German Bananas

The Deutsche Welle could give The Onion a run for its money with articles like “Bavarian Supermarket Goes Bananas Over Unexpected Snow”

A supermarket employee in Illertissen, southern Germany, was busy unloading deliveries when she came across 28 kilos of Columbian cocaine concealed in two crates of bananas.

Faced with a box of suspicious-looking substance, the 26-year-old shelf stacker in Illertissen made sure she didn’t blow it.

Ha, ha. I get it. Who knew German news could be so funny.

Diebold ATM Trojan

Sophos warns of credit card skimming malware targeting ATMs:

…rumours about compromised cash machines in Russia infected with a Trojan that captures credit card details and distributes the captured details to attackers.

I decided to check in our malware database to see if there are any samples that reference Diebold, the manufacturer of ATMs allegedly targeted and found 3 recently acquired files.

Note that the subsequent analysis points to insider and/or physical access to the systems:

By uncovering code that appears to encrypt data and a possible alternative user interface it seems to me that the stolen data is encrypted, probably to allow the attackers to use “money mules” to retrieve the data in person.

This also indicates that attackers require physical access to cash machines to install the Trojan. Overall, the malware seems to be a work of a programmer with a good knowldege of the internals of Diebold ATMs.

While this blog says it looks to be isolated, Graham Cluley of Sohpos argues that this should be no surprise. He also quotes the Diebold response, which points a finger at their customers:

Diebold continually emphasizes the customers’ role in reducing the risk of attacks by following industry-standard security procedures related to managing physical access to ATMs, password management and software updates.

If Diebold’s customers actually are to blame for the compromise, rather than a design flaw that has been patched, then I think it fair to assume that the incident will not remain isolated.

AIG’s Hack of Regulations

Rolling Stone does not mince words in their story called The Big Takeover

Cassano, by contrast, was just a greedy little turd with a knack for selective accounting who ran his scam right out in the open, thanks to Washington’s deregulation of the Wall Street casino. “It’s all about the regulatory environment,” says a government source involved with the AIG bailout. “These guys look for holes in the system, for ways they can do trades without government interference. Whatever is unregulated, all the action is going to pile into that.”

The author is clearly a fan of working within regulations, and not a fan of innovative rule-breakers. The review of the regulators is scathing first for reducing their own authority:

Cassano’s outrageous gamble wouldn’t have been possible had he not had the good fortune to take over AIGFP just as Sen. Phil Gramm — a grinning, laissez-faire ideologue from Texas — had finished engineering the most dramatic deregulation of the financial industry since Emperor Hien Tsung invented paper money in 806 A.D.

Second, he points out that they did not regulate even when they retained the right to do so:

“There’s this notion that the regulators couldn’t do anything to stop AIG,” says a government official who was present during the bailout. “That’s bullshit. What you have to understand is that these regulators have ultimate power. They can send you a letter and say, ‘You don’t exist anymore,’ and that’s basically that. They don’t even really need due process. The OTS could have said, ‘We’re going to pull your charter; we’re going to pull your license; we’re going to sue you.’ And getting sued by your primary regulator is the kiss of death.”

When AIG finally blew up, the OTS regulator ostensibly in charge of overseeing the insurance giant — a guy named C.K. Lee — basically admitted that he had blown it.

It provides a very informal and interesting perspective on the financial crisis and the challenges of regulation. Well worth reading.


DIRECTIONS FOR THIS TASK: Because the entries hold pictures, reproduce only their words, exactly as written.

───── TASK INPUTS ─────

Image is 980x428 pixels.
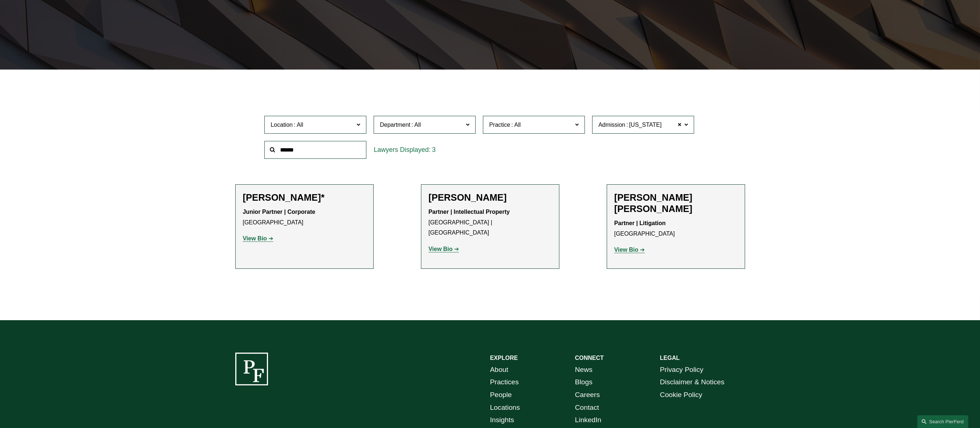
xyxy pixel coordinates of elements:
h2: [PERSON_NAME] [429,192,552,203]
span: Department [380,121,411,128]
a: About [490,364,508,377]
a: View Bio [242,235,274,242]
strong: View Bio [242,235,267,242]
a: Blogs [575,376,592,389]
a: View Bio [614,246,645,253]
a: Search this site [918,415,968,428]
h2: [PERSON_NAME] [PERSON_NAME] [614,192,738,215]
a: News [575,364,592,377]
span: Location [271,121,293,128]
strong: CONNECT [575,355,603,361]
strong: Partner | Litigation [614,220,666,226]
p: [GEOGRAPHIC_DATA] [242,207,366,228]
span: 3 [432,146,435,153]
a: Locations [490,401,520,414]
a: Disclaimer & Notices [659,376,725,389]
strong: LEGAL [659,355,680,361]
strong: View Bio [614,246,638,253]
a: Careers [575,389,600,401]
strong: View Bio [429,246,453,252]
a: Insights [490,413,514,426]
h2: [PERSON_NAME]* [242,192,366,203]
a: Privacy Policy [659,364,704,377]
a: Contact [575,401,599,414]
a: LinkedIn [575,413,602,426]
span: Practice [489,121,510,128]
a: View Bio [429,246,459,252]
strong: EXPLORE [490,355,518,361]
a: Practices [490,376,519,389]
span: Admission [598,121,625,128]
a: People [490,389,512,401]
p: [GEOGRAPHIC_DATA] | [GEOGRAPHIC_DATA] [429,207,552,238]
strong: Junior Partner | Corporate [242,208,315,215]
span: [US_STATE] [629,120,661,130]
p: [GEOGRAPHIC_DATA] [614,218,738,239]
strong: Partner | Intellectual Property [429,208,510,215]
a: Cookie Policy [659,389,702,401]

─────

EXERCISE RESPONSE:
Image is 980x428 pixels.
xyxy pixel coordinates of elements:
h2: [PERSON_NAME] [429,192,552,203]
span: Department [380,121,411,128]
a: About [490,364,508,377]
a: View Bio [242,235,274,242]
strong: View Bio [242,235,267,242]
a: Blogs [575,376,592,389]
a: View Bio [614,246,645,253]
a: Search this site [918,415,968,428]
h2: [PERSON_NAME] [PERSON_NAME] [614,192,738,215]
a: News [575,364,592,377]
span: Location [271,121,293,128]
strong: CONNECT [575,355,603,361]
strong: Partner | Litigation [614,220,666,226]
p: [GEOGRAPHIC_DATA] [242,207,366,228]
span: 3 [432,146,435,153]
a: Locations [490,401,520,414]
a: Disclaimer & Notices [659,376,725,389]
strong: LEGAL [659,355,680,361]
strong: View Bio [614,246,638,253]
a: Careers [575,389,600,401]
strong: View Bio [429,246,453,252]
a: Insights [490,413,514,426]
h2: [PERSON_NAME]* [242,192,366,203]
a: Privacy Policy [659,364,704,377]
a: Contact [575,401,599,414]
a: LinkedIn [575,413,602,426]
span: Practice [489,121,510,128]
a: View Bio [429,246,459,252]
strong: EXPLORE [490,355,518,361]
a: Practices [490,376,519,389]
span: Admission [598,121,625,128]
a: People [490,389,512,401]
p: [GEOGRAPHIC_DATA] | [GEOGRAPHIC_DATA] [429,207,552,238]
strong: Junior Partner | Corporate [242,208,315,215]
span: [US_STATE] [629,120,661,130]
p: [GEOGRAPHIC_DATA] [614,218,738,239]
strong: Partner | Intellectual Property [429,208,510,215]
a: Cookie Policy [659,389,702,401]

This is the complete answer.